Thinking About Abraham Lincoln

lincoln-springfield-house
Lincoln's House, Springfield, Illinois. Courtesy of Springfield Visitor and Tourism Bureau.

I flew into Springfield, Illinois for the first time last Monday. The first thing you notice is that it is a very small airport; in fact, the smallest that I remember ever flying into. Bozeman, Montana, Fairbanks, Alaska and Tallahassee, Florida are all much more significant. This place was tiny. But then, Springfield is a city of about 110,000 people today, and the capital of Illinois.

I spent a little time scouting around town. It’s a town of urban sprawl, with a small historic area, a fairly small downtown and urban sprawl on a noticeable scale around it. I saw the Old State Capitol, recently notable because it was on its steps that Barack Obama announced his candidacy for the presidency in February 2007. I saw the current State Capitol, a much larger complex, and I could not help but think of the notoriety of Rod Blagojevich, the deposed former governor of Illinois.

But more than anything else, Springfield is the “Land of Lincoln.” Certainly exacerbated by the Lincoln bicentennial, the 200th anniversary of his birth in February 1809, Lincoln is everywhere in this city. Car dealerships, libraries, schools, parks, buildings and businesses are named after the man who is widely and just about unanimously thought of as our single greatest president.

I parked my car and walked to 8th Street and Jefferson. On the northeast corner stands Lincoln’s family home, a medium-sized Victorian house that looks today exactly the way it looked in the photographs taken in the 1850ies. The house is close to the street corner on both sides, so close, you can almost touch it. It was late afternoon, so I did not get a tour. There was nobody around. I walked down 8th Street toward Edwards Avenue, past the other houses, all kept up nicely, and past a few empty lots. Every house, every lot has a story. A friend, a political ally and occasionally a rival of Lincoln lived there. I could almost smell the horses, hear the voices of children playing and pick up the cooking aromas coming out of the homes. It was as if old Abe was going to appear at his door and walk across the street to greet me any minute.

It was striking how alone I was, here on this cold February afternoon. The street, just a couple of blocks only, is now maintained by the National Park system. The street is kept in gravel, the sidewalks made out of planks, the fences maintained just the way they were back then. Across the street from Lincoln’s house there are two lots that he bought for $300, and later he sold one of them to a woman for $125. My hotel room that night cost $125. I took deep breaths as I ambled about, taking in the surroundings, reading all the signs. If the man who lived in that house had not become the president of the United States, this block would be another block of ramshackle Victorian houses, just like those down on 8th and Edwards, right across the street. There was a dark grey home there, with a “For Sale by Owner” sign in the window, bikes chained to a decrepit porch railing, gutters hanging, weeds in the yard, all in bad need of a new coat of paint. I wondered who lived there when Lincoln was up the street.

It is a modest little world now, and I am sure it was a modest world then, when Abraham Lincoln readied himself to take this country through one of its most serious crises in history. Lincoln was 52 years old in 1861 when he took the presidency. I was 52, standing in front of his house in 2009.

I walked back to my car, and decided it’s time to read a Lincoln biography. It has meaning now.

2 thoughts on “Thinking About Abraham Lincoln

  1. Thanks for writing about your trip. I really enjoyed how you delved into the way the site made you feel and the connection you experienced. I went to the Lincoln home last summer and I really liked walking up and down the street too, looking at all of the other houses that would have surrounded Lincoln.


→ **What the task asks**
Determine how many lines of the material hold the word "Resource", and answer with the number only.

+ + +

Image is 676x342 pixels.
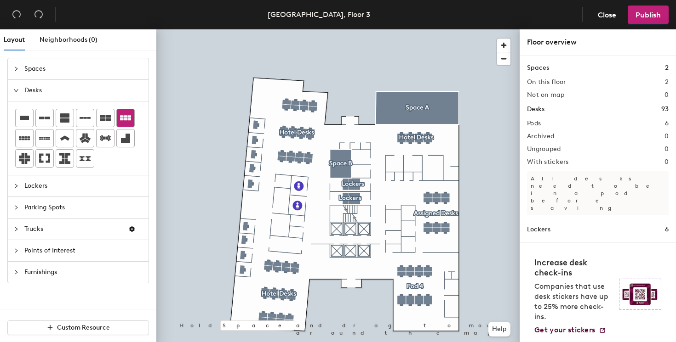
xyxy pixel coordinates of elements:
h1: 0 [664,240,668,251]
h1: Desks [527,104,544,114]
img: Sticker logo [619,279,661,310]
span: collapsed [13,205,19,211]
span: collapsed [13,248,19,254]
button: Publish [628,6,668,24]
span: Points of Interest [24,240,143,262]
h2: 0 [664,133,668,140]
h1: Lockers [527,225,550,235]
span: collapsed [13,183,19,189]
div: [GEOGRAPHIC_DATA], Floor 3 [268,9,370,20]
span: expanded [13,88,19,93]
span: Neighborhoods (0) [40,36,97,44]
span: collapsed [13,227,19,232]
button: Help [488,322,510,337]
h2: 0 [664,146,668,153]
h2: 0 [664,159,668,166]
p: Companies that use desk stickers have up to 25% more check-ins. [534,282,613,322]
span: Spaces [24,58,143,80]
h1: Parking spots [527,240,569,251]
h2: On this floor [527,79,566,86]
div: Floor overview [527,37,668,48]
span: Close [598,11,616,19]
h1: 2 [665,63,668,73]
h2: 6 [665,120,668,127]
p: All desks need to be in a pod before saving [527,171,668,216]
span: Lockers [24,176,143,197]
h2: 2 [665,79,668,86]
h2: Not on map [527,91,564,99]
span: Trucks [24,219,121,240]
h2: With stickers [527,159,569,166]
h1: 6 [665,225,668,235]
span: Parking Spots [24,197,143,218]
h1: Spaces [527,63,549,73]
span: Furnishings [24,262,143,283]
button: Redo (⌘ + ⇧ + Z) [29,6,48,24]
h2: 0 [664,91,668,99]
span: Layout [4,36,25,44]
h2: Archived [527,133,554,140]
button: Undo (⌘ + Z) [7,6,26,24]
button: Custom Resource [7,321,149,336]
span: Custom Resource [57,324,110,332]
span: Publish [635,11,661,19]
h4: Increase desk check-ins [534,258,613,278]
span: collapsed [13,270,19,275]
span: Desks [24,80,143,101]
span: collapsed [13,66,19,72]
span: Get your stickers [534,326,595,335]
a: Get your stickers [534,326,606,335]
h1: 93 [661,104,668,114]
button: Close [590,6,624,24]
h2: Pods [527,120,541,127]
h2: Ungrouped [527,146,561,153]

+ + +

→ **Expected answer**
2